What were those early experiences in L.A. like?
One of the first ones was a desert party called Dune. The one that I went to actually got canceled and rescheduled to the Fox Theater in Pomona, which at the time was a shithole, not the beautiful palace that it is now. The performers were Paul van Dyk and Christopher Lawrence. That was another “wow” moment. But the first experience at Burning Man—that was when the light bulb went on, where I was really like, “Wow, I understand why people like this boot-in-a-dryer music now.” 

What are your other recollections of that night at Burning Man? 
It was the Burning Man crowd—the sort of desert hippie, Mad Max, post-apocalypse look that everyone has going on there. Other than that, what grabbed me about the music was something that I still love about psy-trance—my favorites are actually now house and techno and genres that are maybe a little lower BPM—but I loved the psychedelic qualities of it. I loved the way it was made of densely interwoven patterns. 

At that time, my own experience of clubbing was similar to most people’s: Clubs were really seedy, and people were extremely self-conscious and trying hard to look cool. You have to dance and look and act and even lean up against the bar a certain way. I think people go to a club just to go to a club. You still largely get that experience when you go clubbing nowadays, and it’s too bad. The experience that I had was luckily the opposite—a total feeling of joy. Some people were dancing their asses off, and some people were great dancers, and some were terrible dancers, but no one cared. No one was checking each other out, and everyone was just enjoying the moment. 

That was the amazing thing about it: the positivity of the experience and the lack of judgment. I was a first-time Burner, and I was probably wearing… I don’t know, nothing cool. Probably cargo shorts and a T-shirt. But it didn’t matter, there was no attitude or judgment, and it felt like a club that anyone could be a member of. 

Hermann (front left) at Burning Man

How did that experience affect your life going forward?
Burning Man as a whole changed my life. That sounds like a cliché, but I wouldn’t be living in L.A. if it weren’t for her and for Burning Man. I’m incredibly grateful to her and Burning Man for putting me on the path that I’m on now. Specifically, hearing that DJ set that morning I think changed my life as well. I was already at that time working for a music website back in Boston—it was more of a commercial site—writing product copy for CDs. I had done some freelance writing and had only really dipped my toe into writing about music professionally at that point, and not into electronic music at all. Getting introduced to dance music and having that experience definitely set me on a path that led me to the job I’m in now. 

Whose idea was it to go?
It was one of those things where it was sort of the universe pushing it in that direction. It was a series of coincidences where I just kept hearing about Burning Man everywhere I turned. I had been visiting an old high school friend in the Bay Area who was super into the whole Burning Man scene, and they had taken me to a Burning Man-themed warehouse party, where I felt very uncomfortable and out of my element, and that was sort of my first introduction to it. 

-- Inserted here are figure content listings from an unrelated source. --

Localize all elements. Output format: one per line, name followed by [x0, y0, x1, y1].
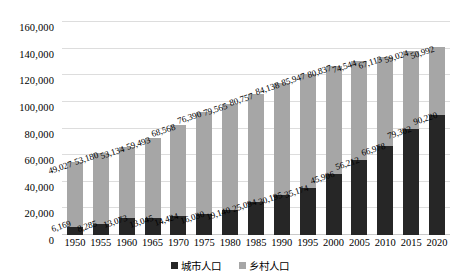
- bar-group[interactable]: [274, 22, 290, 235]
- x-axis-tick-label: 2020: [427, 237, 448, 248]
- bar-segment-rural[interactable]: [248, 94, 264, 202]
- bar-segment-rural[interactable]: [300, 74, 316, 188]
- x-axis-tick-label: 1950: [64, 237, 85, 248]
- x-axis-tick-label: 1985: [246, 237, 267, 248]
- bar-segment-rural[interactable]: [429, 47, 445, 115]
- legend-label: 城市人口: [181, 258, 221, 273]
- legend-swatch-icon: [239, 262, 246, 269]
- bar-segment-urban[interactable]: [351, 160, 367, 235]
- legend-label: 乡村人口: [249, 258, 289, 273]
- bar-group[interactable]: [119, 22, 135, 235]
- x-axis-tick-label: 2010: [375, 237, 396, 248]
- bar-segment-rural[interactable]: [145, 138, 161, 217]
- bar-segment-rural[interactable]: [67, 162, 83, 227]
- bar-segment-rural[interactable]: [326, 66, 342, 174]
- x-axis-tick-label: 2015: [401, 237, 422, 248]
- x-axis-tick-label: 2000: [323, 237, 344, 248]
- bar-segment-urban[interactable]: [300, 188, 316, 235]
- bar-segment-rural[interactable]: [274, 83, 290, 195]
- x-axis-tick-label: 1970: [168, 237, 189, 248]
- legend-item[interactable]: 城市人口: [171, 258, 221, 273]
- bar-group[interactable]: [351, 22, 367, 235]
- bar-segment-rural[interactable]: [93, 153, 109, 224]
- x-axis-tick-label: 1980: [220, 237, 241, 248]
- y-axis: 020,00040,00060,00080,000100,000120,0001…: [0, 22, 58, 235]
- bar-segment-urban[interactable]: [403, 129, 419, 235]
- bars-layer: 49,0276,16953,1808,28553,13413,07359,493…: [62, 22, 450, 235]
- bar-group[interactable]: [67, 22, 83, 235]
- legend-item[interactable]: 乡村人口: [239, 258, 289, 273]
- bar-group[interactable]: [326, 22, 342, 235]
- bar-segment-rural[interactable]: [351, 61, 367, 160]
- bar-segment-rural[interactable]: [222, 104, 238, 210]
- bar-group[interactable]: [93, 22, 109, 235]
- x-axis-tick-label: 1975: [194, 237, 215, 248]
- stacked-bar-chart: 020,00040,00060,00080,000100,000120,0001…: [0, 0, 459, 279]
- x-axis-tick-label: 1990: [271, 237, 292, 248]
- chart-legend: 城市人口乡村人口: [0, 258, 459, 273]
- x-axis-tick-label: 1995: [297, 237, 318, 248]
- x-axis-tick-label: 1955: [90, 237, 111, 248]
- bar-segment-rural[interactable]: [170, 125, 186, 216]
- bar-segment-rural[interactable]: [196, 112, 212, 214]
- x-axis-tick-label: 1960: [116, 237, 137, 248]
- x-axis-tick-label: 1965: [142, 237, 163, 248]
- plot-area: 49,0276,16953,1808,28553,13413,07359,493…: [62, 22, 450, 235]
- x-axis-tick-label: 2005: [349, 237, 370, 248]
- bar-segment-rural[interactable]: [119, 147, 135, 218]
- bar-segment-urban[interactable]: [429, 115, 445, 235]
- legend-swatch-icon: [171, 262, 178, 269]
- bar-group[interactable]: [196, 22, 212, 235]
- x-axis: 1950195519601965197019751980198519901995…: [62, 237, 450, 253]
- bar-group[interactable]: [300, 22, 316, 235]
- bar-segment-urban[interactable]: [377, 146, 393, 235]
- bar-segment-urban[interactable]: [326, 174, 342, 235]
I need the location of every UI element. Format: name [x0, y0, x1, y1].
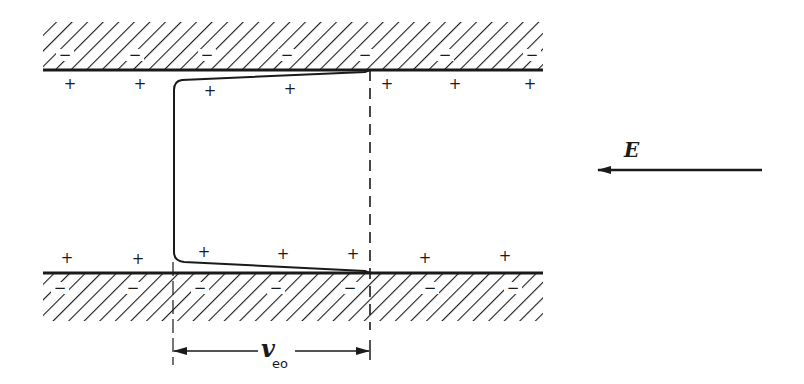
- negative-charge-icon: −: [281, 46, 294, 64]
- negative-charge-icon: −: [526, 46, 539, 64]
- field-label: E: [623, 138, 640, 162]
- negative-charge-icon: −: [127, 279, 140, 297]
- positive-ion-icon: +: [134, 75, 147, 93]
- negative-charge-icon: −: [439, 46, 452, 64]
- positive-ion-icon: +: [524, 75, 537, 93]
- positive-ion-icon: +: [198, 243, 211, 261]
- negative-charge-icon: −: [270, 279, 283, 297]
- positive-ion-icon: +: [64, 75, 77, 93]
- positive-ion-icon: +: [204, 82, 217, 100]
- positive-ion-icon: +: [381, 75, 394, 93]
- top-counter-ions: +++++++: [64, 75, 537, 100]
- negative-charge-icon: −: [424, 279, 437, 297]
- bottom-wall: −−−−−−− +++++++: [43, 243, 543, 321]
- negative-charge-icon: −: [54, 279, 67, 297]
- negative-charge-icon: −: [359, 46, 372, 64]
- positive-ion-icon: +: [347, 245, 360, 263]
- bottom-wall-hatching: [43, 273, 543, 321]
- positive-ion-icon: +: [419, 249, 432, 267]
- negative-charge-icon: −: [201, 46, 214, 64]
- electroosmosis-diagram: −−−−−−− +++++++ −−−−−−− +++++++ v eo E: [0, 0, 804, 384]
- top-wall: −−−−−−− +++++++: [43, 22, 543, 100]
- positive-ion-icon: +: [284, 80, 297, 98]
- positive-ion-icon: +: [132, 250, 145, 268]
- positive-ion-icon: +: [499, 247, 512, 265]
- positive-ion-icon: +: [449, 75, 462, 93]
- negative-charge-icon: −: [344, 279, 357, 297]
- velocity-dimension: v eo: [174, 334, 370, 371]
- negative-charge-icon: −: [194, 279, 207, 297]
- negative-charge-icon: −: [507, 279, 520, 297]
- negative-charge-icon: −: [59, 46, 72, 64]
- positive-ion-icon: +: [277, 245, 290, 263]
- negative-charge-icon: −: [129, 46, 142, 64]
- bottom-counter-ions: +++++++: [61, 243, 512, 268]
- positive-ion-icon: +: [61, 249, 74, 267]
- electric-field: E: [598, 138, 762, 170]
- velocity-subscript: eo: [272, 356, 288, 371]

A girl I was dating in Boston wanted to go, and I couldn’t go with, and she came back raving about how amazing it was. I wasn’t sure if I was going to be entirely into it, but it kept coming up, and I was interested in a wary kind of way. Like I said, I was a drama geek and was part of a political street theater group, and we’d do guerrilla performances in front of random audiences in various places. One of my friends from the group announced that he really wanted to go, and I decided that I wanted to go along. I just went with two friends from Boston; the three of us flew to San Francisco and rented a car, and it just happened.

And nothing was ever the same again.
And nothing was ever the same again.